One more thing

Tonight after everyone left and Madison went to get her jammies on, she came back and climbed up on the arm of the couch.

“I don’t want to be Madison,” she said. “I want to be someone else.”

“Like who?” I was thinking she’s going to say Laura or Wanda, which is her recently added alter ego.

“Like … Emmalina,” she said then slid down the arm of the couch to land face down on the cushions next to me. “Or Pennie,” she finished, her voice muffled in the couch.

I pulled her into my lap.

“So why don’t you want to be Madison?”

“I don’t know. Because I don’t want to be pregnant.”

See, now she wants to be Pennie, she doesn’t want to be Madison, she rounds out with pregnant. I think she’s saying, “I don’t really want to be adopted right now at this minute — too complicated.” So I say, “Sometimes it’s really hard to have a birth mommy AND a mommy mommy.”

“I wish Pennie could STAY,” she answers.

“It would be fun if she could just LIVE here,” I agree.

We sit with that for awhile. She’s cuddling and looking gloomy. I’m wishing I could make it all easier. Then Noah interrupts with, “Hey, do you think Jon understands Garfield?” And that breaks the spell.

I think open adoption makes things better but it’s not a cure-all; it’s still adoption.

My girly. She is so sweet.

The muffled “Pennie” was no accident — this is hard for her to talk about. She stumbled over “pregnant” because she knew it wasn’t quite what she wanted to say. She is sometimes shy about telling me these things and I wonder if she already has this idea that I’ll be somehow hurt by her switching allegiance. I guess I thought that openness would stop her from feeling like she has divided loyalties but I’m not sure if it does. Or maybe she muffles it because it is such a painful thing to say; I’m not sure.

It’s why I am so explicit about how much I enjoy Pennie and how happy it makes me to see Madison having fun with her. When I was a kid I worried that my grandmothers were jealous of each other. I was afraid of bringing one up in the presence of the other because I didn’t want to make either one feel bad. If one of them had said, “I love to hear about the fun you have over at your other Grandmother’s!” It would’ve gone a long way. That’s why I say it now.

Maybe it’s working because muffled or not, she does talk to me about it.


Filter these records by the string "this", copying each line that holds it.

------ Records to use

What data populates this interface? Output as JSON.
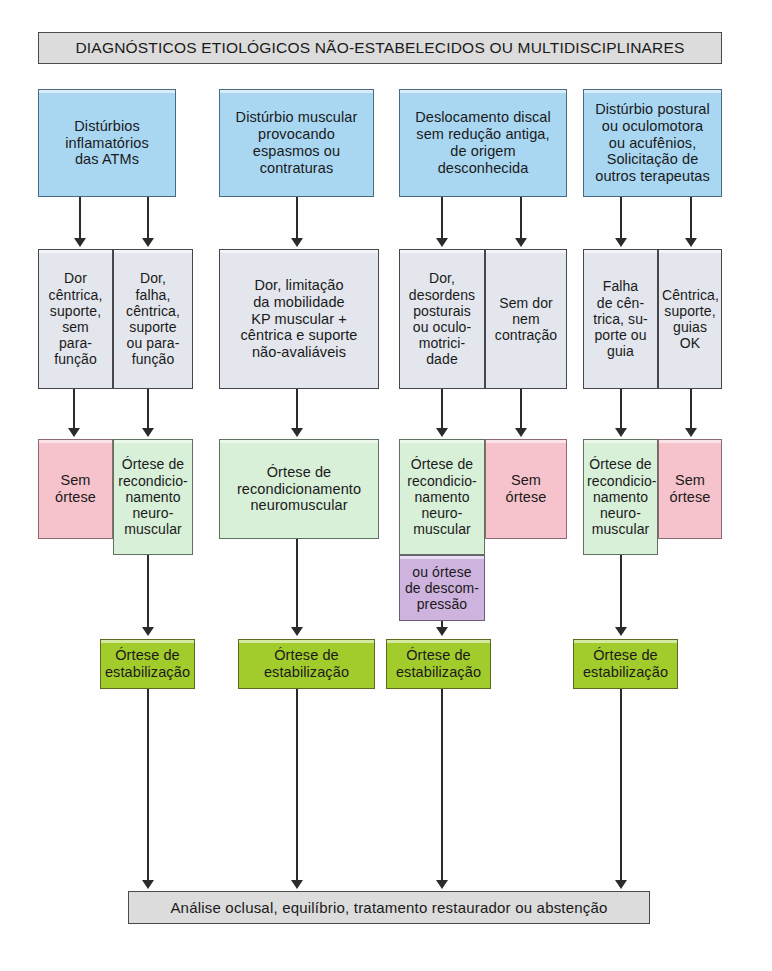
{
  "diagram": {
    "header": "DIAGNÓSTICOS ETIOLÓGICOS NÃO-ESTABELECIDOS OU MULTIDISCIPLINARES",
    "footer": "Análise oclusal, equilíbrio, tratamento restaurador ou abstenção",
    "colors": {
      "header_bg": "#dcdcdc",
      "diagnosis_blue": "#a9d7f2",
      "finding_grayblue": "#e3e6ec",
      "no_orthosis_pink": "#f6c3cc",
      "reconditioning_mint": "#d8efd8",
      "decompression_purple": "#ceb3de",
      "stabilization_olive": "#a2cc2b",
      "line": "#2b2b2b"
    },
    "columns": [
      {
        "diagnosis": "Distúrbios\ninflamatórios\ndas ATMs",
        "findings": [
          "Dor\ncêntrica,\nsuporte,\nsem\npara-\nfunção",
          "Dor,\nfalha,\ncêntrica,\nsuporte\nou para-\nfunção"
        ],
        "treatments": [
          "Sem\nórtese",
          "Órtese de\nrecondicio-\nnamento\nneuro-\nmuscular"
        ],
        "extra": null,
        "stabilization": "Órtese de\nestabilização"
      },
      {
        "diagnosis": "Distúrbio muscular\nprovocando\nespasmos ou\ncontraturas",
        "findings": [
          "Dor, limitação\nda mobilidade\nKP muscular +\ncêntrica e suporte\nnão-avaliáveis"
        ],
        "treatments": [
          "Órtese de\nrecondicionamento\nneuromuscular"
        ],
        "extra": null,
        "stabilization": "Órtese de\nestabilização"
      },
      {
        "diagnosis": "Deslocamento discal\nsem redução antiga,\nde origem\ndesconhecida",
        "findings": [
          "Dor,\ndesordens\nposturais\nou oculo-\nmotrici-\ndade",
          "Sem dor\nnem\ncontração"
        ],
        "treatments": [
          "Órtese de\nrecondicio-\nnamento\nneuro-\nmuscular",
          "Sem\nórtese"
        ],
        "extra": "ou órtese\nde descom-\npressão",
        "stabilization": "Órtese de\nestabilização"
      },
      {
        "diagnosis": "Distúrbio postural\nou oculomotora\nou acufênios,\nSolicitação de\noutros terapeutas",
        "findings": [
          "Falha\nde cên-\ntrica, su-\nporte ou\nguia",
          "Cêntrica,\nsuporte,\nguias OK"
        ],
        "treatments": [
          "Órtese de\nrecondicio-\nnamento\nneuro-\nmuscular",
          "Sem\nórtese"
        ],
        "extra": null,
        "stabilization": "Órtese de\nestabilização"
      }
    ]
  }
}
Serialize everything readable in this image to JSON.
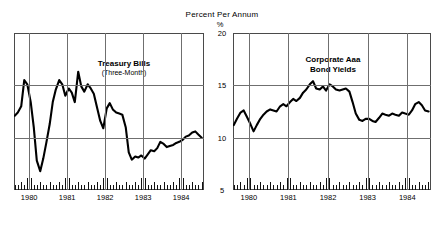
{
  "figure": {
    "title": "Percent Per Annum",
    "unit_label": "%"
  },
  "axis": {
    "y_ticks": [
      "20",
      "15",
      "10",
      "5"
    ],
    "x_ticks": [
      "1980",
      "1981",
      "1982",
      "1983",
      "1984"
    ]
  },
  "panels": {
    "left": {
      "label_main": "Treasury Bills",
      "label_sub": "(Three-Month)"
    },
    "right": {
      "label_main": "Corporate Aaa",
      "label_sub": "Bond Yields"
    }
  },
  "colors": {
    "line": "#000000",
    "frame": "#4a4a4a",
    "grid": "#6f6f6f",
    "recession_band": "#e2e2e2",
    "plot_background": "#ffffff"
  },
  "chart_data": [
    {
      "type": "line",
      "title": "Treasury Bills",
      "subtitle": "(Three-Month)",
      "xlabel": "",
      "ylabel": "Percent Per Annum",
      "unit": "%",
      "xlim": [
        1979.6,
        1984.6
      ],
      "ylim": [
        5,
        20
      ],
      "yticks": [
        5,
        10,
        15,
        20
      ],
      "xticks": [
        1980,
        1981,
        1982,
        1983,
        1984
      ],
      "grid": true,
      "legend": "none",
      "shaded_regions": [
        {
          "name": "recession-1980",
          "x0": 1980.0,
          "x1": 1980.58
        },
        {
          "name": "recession-1981-82",
          "x0": 1981.08,
          "x1": 1981.92
        }
      ],
      "x": [
        1979.62,
        1979.7,
        1979.79,
        1979.87,
        1979.95,
        1980.04,
        1980.12,
        1980.2,
        1980.29,
        1980.37,
        1980.45,
        1980.54,
        1980.62,
        1980.7,
        1980.79,
        1980.87,
        1980.95,
        1981.04,
        1981.12,
        1981.2,
        1981.29,
        1981.37,
        1981.45,
        1981.54,
        1981.62,
        1981.7,
        1981.79,
        1981.87,
        1981.95,
        1982.04,
        1982.12,
        1982.2,
        1982.29,
        1982.37,
        1982.45,
        1982.54,
        1982.62,
        1982.7,
        1982.79,
        1982.87,
        1982.95,
        1983.04,
        1983.12,
        1983.2,
        1983.29,
        1983.37,
        1983.45,
        1983.54,
        1983.62,
        1983.7,
        1983.79,
        1983.87,
        1983.95,
        1984.04,
        1984.12,
        1984.2,
        1984.29,
        1984.37,
        1984.45,
        1984.54
      ],
      "y": [
        12.1,
        12.4,
        13.0,
        15.5,
        15.1,
        13.4,
        11.0,
        7.8,
        6.8,
        8.0,
        9.5,
        11.3,
        13.4,
        14.6,
        15.5,
        15.1,
        14.0,
        14.7,
        14.3,
        13.4,
        16.3,
        14.9,
        14.4,
        15.1,
        14.7,
        14.2,
        12.8,
        11.6,
        10.9,
        12.8,
        13.3,
        12.7,
        12.4,
        12.3,
        12.2,
        11.0,
        8.6,
        7.9,
        8.2,
        8.1,
        8.3,
        8.0,
        8.4,
        8.8,
        8.7,
        9.0,
        9.6,
        9.4,
        9.1,
        9.2,
        9.3,
        9.5,
        9.6,
        9.8,
        10.1,
        10.2,
        10.5,
        10.6,
        10.3,
        10.0
      ]
    },
    {
      "type": "line",
      "title": "Corporate Aaa Bond Yields",
      "subtitle": "",
      "xlabel": "",
      "ylabel": "Percent Per Annum",
      "unit": "%",
      "xlim": [
        1979.6,
        1984.6
      ],
      "ylim": [
        5,
        20
      ],
      "yticks": [
        5,
        10,
        15,
        20
      ],
      "xticks": [
        1980,
        1981,
        1982,
        1983,
        1984
      ],
      "grid": true,
      "legend": "none",
      "shaded_regions": [
        {
          "name": "recession-1980",
          "x0": 1980.0,
          "x1": 1980.58
        },
        {
          "name": "recession-1981-82",
          "x0": 1981.08,
          "x1": 1981.92
        }
      ],
      "x": [
        1979.62,
        1979.7,
        1979.79,
        1979.87,
        1979.95,
        1980.04,
        1980.12,
        1980.2,
        1980.29,
        1980.37,
        1980.45,
        1980.54,
        1980.62,
        1980.7,
        1980.79,
        1980.87,
        1980.95,
        1981.04,
        1981.12,
        1981.2,
        1981.29,
        1981.37,
        1981.45,
        1981.54,
        1981.62,
        1981.7,
        1981.79,
        1981.87,
        1981.95,
        1982.04,
        1982.12,
        1982.2,
        1982.29,
        1982.37,
        1982.45,
        1982.54,
        1982.62,
        1982.7,
        1982.79,
        1982.87,
        1982.95,
        1983.04,
        1983.12,
        1983.2,
        1983.29,
        1983.37,
        1983.45,
        1983.54,
        1983.62,
        1983.7,
        1983.79,
        1983.87,
        1983.95,
        1984.04,
        1984.12,
        1984.2,
        1984.29,
        1984.37,
        1984.45,
        1984.54
      ],
      "y": [
        11.2,
        11.8,
        12.4,
        12.6,
        12.0,
        11.3,
        10.6,
        11.2,
        11.8,
        12.2,
        12.5,
        12.7,
        12.6,
        12.5,
        13.0,
        13.2,
        13.0,
        13.4,
        13.7,
        13.5,
        13.8,
        14.3,
        14.6,
        15.1,
        15.4,
        14.7,
        14.6,
        14.9,
        14.5,
        15.1,
        14.9,
        14.6,
        14.5,
        14.6,
        14.7,
        14.4,
        13.4,
        12.3,
        11.7,
        11.6,
        11.8,
        11.8,
        11.6,
        11.5,
        11.9,
        12.3,
        12.2,
        12.1,
        12.3,
        12.2,
        12.1,
        12.4,
        12.3,
        12.2,
        12.6,
        13.2,
        13.4,
        13.1,
        12.6,
        12.5
      ]
    }
  ]
}
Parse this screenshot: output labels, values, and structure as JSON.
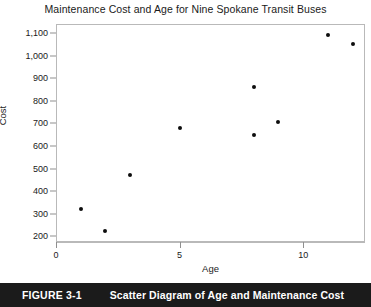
{
  "chart_data": {
    "type": "scatter",
    "title": "Maintenance Cost and Age for Nine Spokane Transit Buses",
    "xlabel": "Age",
    "ylabel": "Cost",
    "xlim": [
      0,
      12.5
    ],
    "ylim": [
      175,
      1140
    ],
    "grid": false,
    "legend": null,
    "x_ticks": [
      {
        "value": 0,
        "label": "0"
      },
      {
        "value": 5,
        "label": "5"
      },
      {
        "value": 10,
        "label": "10"
      }
    ],
    "y_ticks": [
      {
        "value": 200,
        "label": "200"
      },
      {
        "value": 300,
        "label": "300"
      },
      {
        "value": 400,
        "label": "400"
      },
      {
        "value": 500,
        "label": "500"
      },
      {
        "value": 600,
        "label": "600"
      },
      {
        "value": 700,
        "label": "700"
      },
      {
        "value": 800,
        "label": "800"
      },
      {
        "value": 900,
        "label": "900"
      },
      {
        "value": 1000,
        "label": "1,000"
      },
      {
        "value": 1100,
        "label": "1,100"
      }
    ],
    "points": [
      {
        "x": 1,
        "y": 320
      },
      {
        "x": 2,
        "y": 225
      },
      {
        "x": 3,
        "y": 470
      },
      {
        "x": 5,
        "y": 680
      },
      {
        "x": 8,
        "y": 650
      },
      {
        "x": 8,
        "y": 860
      },
      {
        "x": 9,
        "y": 705
      },
      {
        "x": 11,
        "y": 1090
      },
      {
        "x": 12,
        "y": 1050
      }
    ],
    "marker_color": "#0d0d0d",
    "frame_color": "#b9b9b9"
  },
  "caption": {
    "number": "FIGURE 3-1",
    "text": "Scatter Diagram of Age and Maintenance Cost",
    "background_color": "#1b1b1b",
    "text_color": "#ffffff"
  }
}
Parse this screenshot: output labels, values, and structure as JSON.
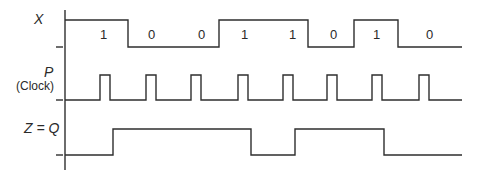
{
  "diagram": {
    "type": "timing-diagram",
    "colors": {
      "line": "#2e2e2e",
      "text": "#2a2a2a",
      "background": "#ffffff"
    },
    "signals": [
      {
        "name": "X",
        "label": "X",
        "sublabel": "",
        "bits": [
          "1",
          "0",
          "0",
          "1",
          "1",
          "0",
          "1",
          "0"
        ]
      },
      {
        "name": "P",
        "label": "P",
        "sublabel": "(Clock)",
        "pulse_count": 8
      },
      {
        "name": "Z",
        "label": "Z = Q",
        "sublabel": ""
      }
    ]
  }
}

------------

== Answer for the task ==
What data populates this interface? Output as JSON.
Serialize everything readable in this image to JSON.
Parse this screenshot: output labels, values, and structure as JSON.
Parse this screenshot: output labels, values, and structure as JSON.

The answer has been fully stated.